Monday, December 21, 2009

Riverside dispensary operates even without permission

By ALICIA ROBINSON
The Press-Enterprise

Three weeks after opening, the sole medical marijuana source in the city
of Riverside has no shortage of customers.

The Inland Empire Health and Wellness Center Medical Marijuana
Collective, which opened Dec. 5 on North Main Street, requires a
doctor's recommendation for marijuana and is open only to members.

After starting with about 150 members, collective general manager
William Sump said Friday, "We'll probably hit 500 today."

Organizers describe the collective as a farmer's market in which vendors
who grow the drug can sell it to other patients. The collective takes a
small cut of the money to cover expenses.

Riverside officials have maintained that city zoning forbids medical
marijuana facilities of any kind, but Sump said city officials and law
enforcement have not contacted him since the facility opened.

Within 10 minutes of the collective's 11 a.m. opening time Friday,
nearly a dozen people crowded the lobby area, filling out paperwork to
become members or having their IDs checked if they were returning
patients.

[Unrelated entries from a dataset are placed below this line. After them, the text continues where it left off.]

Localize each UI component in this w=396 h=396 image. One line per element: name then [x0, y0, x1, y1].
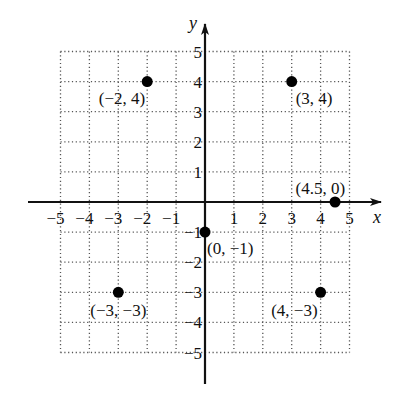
x-tick-label: −5	[46, 209, 64, 228]
x-axis-label: x	[372, 207, 381, 227]
x-tick-label: 2	[259, 209, 268, 228]
y-tick-label: −1	[184, 223, 202, 242]
y-tick-label: −4	[184, 313, 203, 332]
y-tick-label: 1	[194, 163, 203, 182]
y-tick-label: 3	[194, 103, 203, 122]
data-point	[315, 287, 326, 298]
x-tick-label: −2	[133, 209, 151, 228]
data-point	[286, 76, 297, 87]
y-tick-label: −3	[184, 283, 202, 302]
x-tick-label: 4	[316, 209, 325, 228]
data-points: (−2, 4)(3, 4)(4.5, 0)(0, −1)(−3, −3)(4, …	[90, 76, 345, 320]
y-tick-label: 4	[194, 73, 203, 92]
x-tick-label: −3	[104, 209, 122, 228]
y-tick-label: 5	[194, 43, 203, 62]
data-point	[200, 227, 211, 238]
point-label: (4.5, 0)	[295, 179, 345, 198]
x-tick-label: 3	[287, 209, 296, 228]
data-point	[142, 76, 153, 87]
y-tick-label: −2	[184, 253, 202, 272]
point-label: (0, −1)	[207, 239, 253, 258]
x-tick-label: −4	[75, 209, 94, 228]
x-tick-label: 5	[345, 209, 354, 228]
point-label: (−2, 4)	[99, 89, 145, 108]
x-tick-label: −1	[162, 209, 180, 228]
point-label: (−3, −3)	[90, 301, 146, 320]
coordinate-plane: x y −5−4−3−2−112345 54321−1−2−3−4−5 (−2,…	[0, 0, 396, 396]
data-point	[113, 287, 124, 298]
x-tick-label: 1	[230, 209, 239, 228]
point-label: (3, 4)	[296, 89, 333, 108]
y-axis-label: y	[187, 13, 197, 33]
y-tick-label: 2	[194, 133, 203, 152]
data-point	[330, 197, 341, 208]
point-label: (4, −3)	[271, 301, 317, 320]
y-tick-label: −5	[184, 344, 202, 363]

A security guard waved a metal detecting wand over members
before letting them past the front counter.

Among those waiting was David Stone, a 47-year-old Riverside resident
who arrived in a wheelchair and wearing a Santa hat.

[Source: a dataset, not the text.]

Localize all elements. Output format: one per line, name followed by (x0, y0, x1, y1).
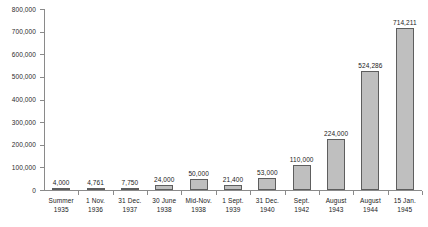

He said he has used medical marijuana for two years to alleviate
prostate problems, lymphoma, lower back pain and other medical issues.
Of all the dispensaries he's used, "I like this facility better than all
of them."

The prices are better and the location is closer to home, he said.

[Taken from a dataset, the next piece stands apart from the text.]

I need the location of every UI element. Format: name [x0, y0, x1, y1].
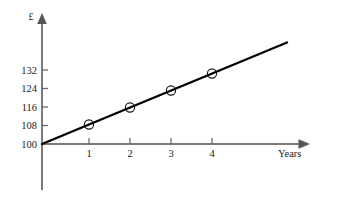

"They helped me out last time I came in. I told them I'm hurting and I
didn't have a lot of money," and the vendor gave him a deal, Stone said.

For the first hour, Sump bustled around answering questions, taking
calls on his cell phone and looking for extra tables to accommodate more
vendors.

Since the first weekend -- the collective is open Friday through Sunday
-- the number of vendors has risen along with the number of patients.
Craig Crawley, 51, of Temecula said he's been selling at the collective
all three weeks and saw vendors increase from about five the first day
to 15 last Friday.

Crawley has been cultivating marijuana for 36 years. He also works with
dispensaries where he drops off his product and someone sells it for
him, he said, so he's excited about being able to interact directly with
patients at the collective.

"The goal here is to get affordable medicine to patients," he said.

The city has said the collective isn't allowed and the Riverside County
district attorney's position is that such facilities generally are
illegal, but whether enforcement is planned is unknown.

"If there's going to be a city action, it would be on the legal front
through the police department," City Councilman Mike Gardner said. "I
don't know whether there is a plan to do that or not."

District attorney's spokesman John Hall on Friday would not confirm or
deny any investigation into the Riverside facility.